Is a Republican Split Shaping UP?
The second half of the Diane Rehm Show today which featured an interview with Mickey Edwards. He is a former Republican congressman who has been chairman of the American Conservative Union and a trustee of the Heritage Foundation and presently teaches at Princeton and is Vice President of the Aspen Institute. He attacked Bush for attempting to seize executive power illegitimately and argues that he not a legitimate American conservative. He also said that the Bush crowd used Christian conservatives as a cover for their activities.
A summary of his book appears on the Oxford Press website.
While Edwards seeks to defend John McCain despite the fact that he is running on Bush's record. This is all just political expediency he says in a post on PoliticoRating John McCain's rightness. I think it is interesting to watch people like Mickey Edwards flake off as the disarray in the Repbublican party grows.
Exit polls revealed that Republicans who consider themselves “very conservative” (in today’s shorthand, those who fit Rove’s definition) generally made up no more than 30 percent of this year’s GOP primary voters. Seven of 10 Republican voters describe themselves instead as “somewhat” conservative, or moderate. Thirty percent is not insignificant, but it is nonetheless the tail rather than the dog. The “very conservative” element of the party exercises disproportionate influence in primaries, caucuses and conventions only because those people tend to be more zealous in their beliefs and are thus more likely to participate in party functions. But if being “conservative enough” means McCain has to appeal to the majority of Republican voters, his message must be far different than if he were merely trying to win the support of the Christian Coalition or other “hard right” voters. So what are the proper standards against which McCain is to be measured? First, true conservatives believe in limited government, as characterized not solely by size or cost but also by the ways in which the exercise of power is constrained. McCain, unlike the current president, has forsworn the use of presidential “signing statements” that purport to give presidents the right to decide for themselves which laws to obey. Treaties to which the United States is a signatory (meaning those approved by the Senate and signed by a president) are also binding U.S. law, and McCain has resisted presidential declarations that they need not be obeyed (most notably in his insistence that the U.S. military abide by Geneva Convention prohibitions against torture of prisoners). While these positions have been vigorously attacked by the administration, it is McCain’s stances, not President Bush’s, which reflect true conservatism.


* [EXERCISE AIM]:
The entries below are to be transcribed in full, without their images.

* [EXERCISE MATERIAL]:
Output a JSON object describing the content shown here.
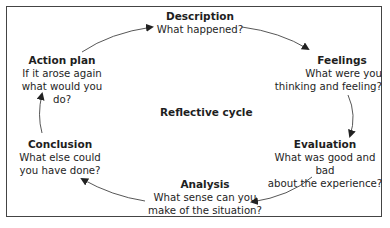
{
  "diagram": {
    "center_label": "Reflective cycle",
    "stages": [
      {
        "title": "Description",
        "text": "What happened?"
      },
      {
        "title": "Feelings",
        "text": "What were you\nthinking and feeling?"
      },
      {
        "title": "Evaluation",
        "text": "What was good and bad\nabout the experience?"
      },
      {
        "title": "Analysis",
        "text": "What sense can you\nmake of the situation?"
      },
      {
        "title": "Conclusion",
        "text": "What else could\nyou have done?"
      },
      {
        "title": "Action plan",
        "text": "If it arose again\nwhat would you do?"
      }
    ],
    "colors": {
      "text": "#1e1e1e",
      "arrow": "#333333",
      "border": "#444444"
    }
  }
}
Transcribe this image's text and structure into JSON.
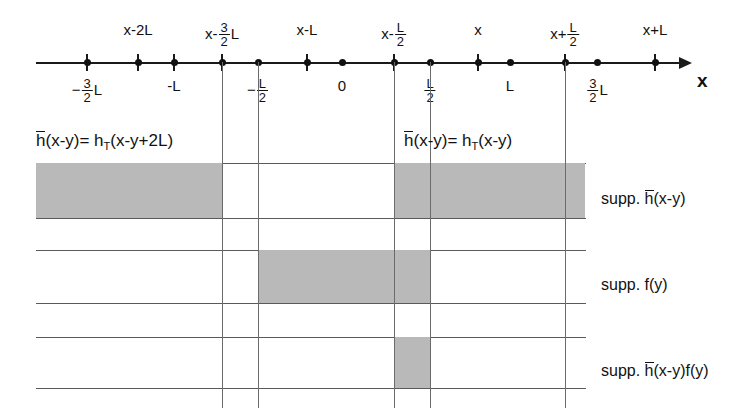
{
  "figure": {
    "axis": {
      "name": "x",
      "labels_above": [
        {
          "text": "x-2L",
          "x": 138
        },
        {
          "text": "x-",
          "frac": {
            "num": "3",
            "den": "2"
          },
          "suffix": "L",
          "x": 222
        },
        {
          "text": "x-L",
          "x": 307
        },
        {
          "text": "x-",
          "frac": {
            "num": "L",
            "den": "2"
          },
          "suffix": "",
          "x": 394
        },
        {
          "text": "x",
          "x": 478
        },
        {
          "text": "x+",
          "frac": {
            "num": "L",
            "den": "2"
          },
          "suffix": "",
          "x": 565
        },
        {
          "text": "x+L",
          "x": 655
        }
      ],
      "labels_below": [
        {
          "text": "−",
          "frac": {
            "num": "3",
            "den": "2"
          },
          "suffix": "L",
          "x": 87
        },
        {
          "text": "-L",
          "x": 174
        },
        {
          "text": "−",
          "frac": {
            "num": "L",
            "den": "2"
          },
          "suffix": "",
          "x": 258
        },
        {
          "text": "0",
          "x": 342
        },
        {
          "text": "",
          "frac": {
            "num": "L",
            "den": "2"
          },
          "suffix": "",
          "x": 430
        },
        {
          "text": "L",
          "x": 510
        },
        {
          "text": "",
          "frac": {
            "num": "3",
            "den": "2"
          },
          "suffix": "L",
          "x": 597
        }
      ],
      "ticks_with_bar": [
        87,
        138,
        174,
        222,
        307,
        394,
        478,
        565,
        655
      ],
      "ticks_dot_only": [
        258,
        342,
        430,
        510,
        597
      ]
    },
    "equations": [
      {
        "id": "eq-left",
        "lhs_bar": "h",
        "text": "(x-y)= h",
        "sub": "T",
        "tail": "(x-y+2L)",
        "x": 36,
        "y": 132
      },
      {
        "id": "eq-right",
        "lhs_bar": "h",
        "text": "(x-y)= h",
        "sub": "T",
        "tail": "(x-y)",
        "x": 404,
        "y": 132
      }
    ],
    "captions": [
      {
        "id": "caption-supp-h",
        "prefix": "supp. ",
        "bar": "h",
        "tail": "(x-y)",
        "y": 191
      },
      {
        "id": "caption-supp-f",
        "prefix": "supp. f(y)",
        "bar": "",
        "tail": "",
        "y": 277
      },
      {
        "id": "caption-supp-hf",
        "prefix": "supp. ",
        "bar": "h",
        "tail": "(x-y)f(y)",
        "y": 363
      }
    ],
    "vlines_x": [
      222,
      258,
      394,
      430,
      565
    ],
    "hrails_y": [
      163,
      218,
      250,
      303,
      337,
      388
    ],
    "blocks": [
      {
        "id": "block-h-left",
        "x": 36,
        "w": 186,
        "y": 163,
        "h": 55
      },
      {
        "id": "block-h-right",
        "x": 394,
        "w": 191,
        "y": 163,
        "h": 55
      },
      {
        "id": "block-f",
        "x": 258,
        "w": 172,
        "y": 250,
        "h": 53
      },
      {
        "id": "block-hf",
        "x": 394,
        "w": 36,
        "y": 337,
        "h": 51
      }
    ],
    "colors": {
      "shade": "#b9b9b9",
      "ink": "#111111",
      "rule": "#5a5a5a"
    }
  }
}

* [ANSWER SPACE]:
Output a JSON object describing the content shown here.
{
  "diagram": {
    "center_label": "Reflective cycle",
    "stages": [
      {
        "title": "Description",
        "text": "What happened?"
      },
      {
        "title": "Feelings",
        "text": "What were you\nthinking and feeling?"
      },
      {
        "title": "Evaluation",
        "text": "What was good and bad\nabout the experience?"
      },
      {
        "title": "Analysis",
        "text": "What sense can you\nmake of the situation?"
      },
      {
        "title": "Conclusion",
        "text": "What else could\nyou have done?"
      },
      {
        "title": "Action plan",
        "text": "If it arose again\nwhat would you do?"
      }
    ],
    "colors": {
      "text": "#1e1e1e",
      "arrow": "#333333",
      "border": "#444444"
    }
  }
}
Transcribe this image's text and structure into JSON.
{
  "figure": {
    "axis": {
      "name": "x",
      "labels_above": [
        {
          "text": "x-2L",
          "x": 138
        },
        {
          "text": "x-",
          "frac": {
            "num": "3",
            "den": "2"
          },
          "suffix": "L",
          "x": 222
        },
        {
          "text": "x-L",
          "x": 307
        },
        {
          "text": "x-",
          "frac": {
            "num": "L",
            "den": "2"
          },
          "suffix": "",
          "x": 394
        },
        {
          "text": "x",
          "x": 478
        },
        {
          "text": "x+",
          "frac": {
            "num": "L",
            "den": "2"
          },
          "suffix": "",
          "x": 565
        },
        {
          "text": "x+L",
          "x": 655
        }
      ],
      "labels_below": [
        {
          "text": "−",
          "frac": {
            "num": "3",
            "den": "2"
          },
          "suffix": "L",
          "x": 87
        },
        {
          "text": "-L",
          "x": 174
        },
        {
          "text": "−",
          "frac": {
            "num": "L",
            "den": "2"
          },
          "suffix": "",
          "x": 258
        },
        {
          "text": "0",
          "x": 342
        },
        {
          "text": "",
          "frac": {
            "num": "L",
            "den": "2"
          },
          "suffix": "",
          "x": 430
        },
        {
          "text": "L",
          "x": 510
        },
        {
          "text": "",
          "frac": {
            "num": "3",
            "den": "2"
          },
          "suffix": "L",
          "x": 597
        }
      ],
      "ticks_with_bar": [
        87,
        138,
        174,
        222,
        307,
        394,
        478,
        565,
        655
      ],
      "ticks_dot_only": [
        258,
        342,
        430,
        510,
        597
      ]
    },
    "equations": [
      {
        "id": "eq-left",
        "lhs_bar": "h",
        "text": "(x-y)= h",
        "sub": "T",
        "tail": "(x-y+2L)",
        "x": 36,
        "y": 132
      },
      {
        "id": "eq-right",
        "lhs_bar": "h",
        "text": "(x-y)= h",
        "sub": "T",
        "tail": "(x-y)",
        "x": 404,
        "y": 132
      }
    ],
    "captions": [
      {
        "id": "caption-supp-h",
        "prefix": "supp. ",
        "bar": "h",
        "tail": "(x-y)",
        "y": 191
      },
      {
        "id": "caption-supp-f",
        "prefix": "supp. f(y)",
        "bar": "",
        "tail": "",
        "y": 277
      },
      {
        "id": "caption-supp-hf",
        "prefix": "supp. ",
        "bar": "h",
        "tail": "(x-y)f(y)",
        "y": 363
      }
    ],
    "vlines_x": [
      222,
      258,
      394,
      430,
      565
    ],
    "hrails_y": [
      163,
      218,
      250,
      303,
      337,
      388
    ],
    "blocks": [
      {
        "id": "block-h-left",
        "x": 36,
        "w": 186,
        "y": 163,
        "h": 55
      },
      {
        "id": "block-h-right",
        "x": 394,
        "w": 191,
        "y": 163,
        "h": 55
      },
      {
        "id": "block-f",
        "x": 258,
        "w": 172,
        "y": 250,
        "h": 53
      },
      {
        "id": "block-hf",
        "x": 394,
        "w": 36,
        "y": 337,
        "h": 51
      }
    ],
    "colors": {
      "shade": "#b9b9b9",
      "ink": "#111111",
      "rule": "#5a5a5a"
    }
  }
}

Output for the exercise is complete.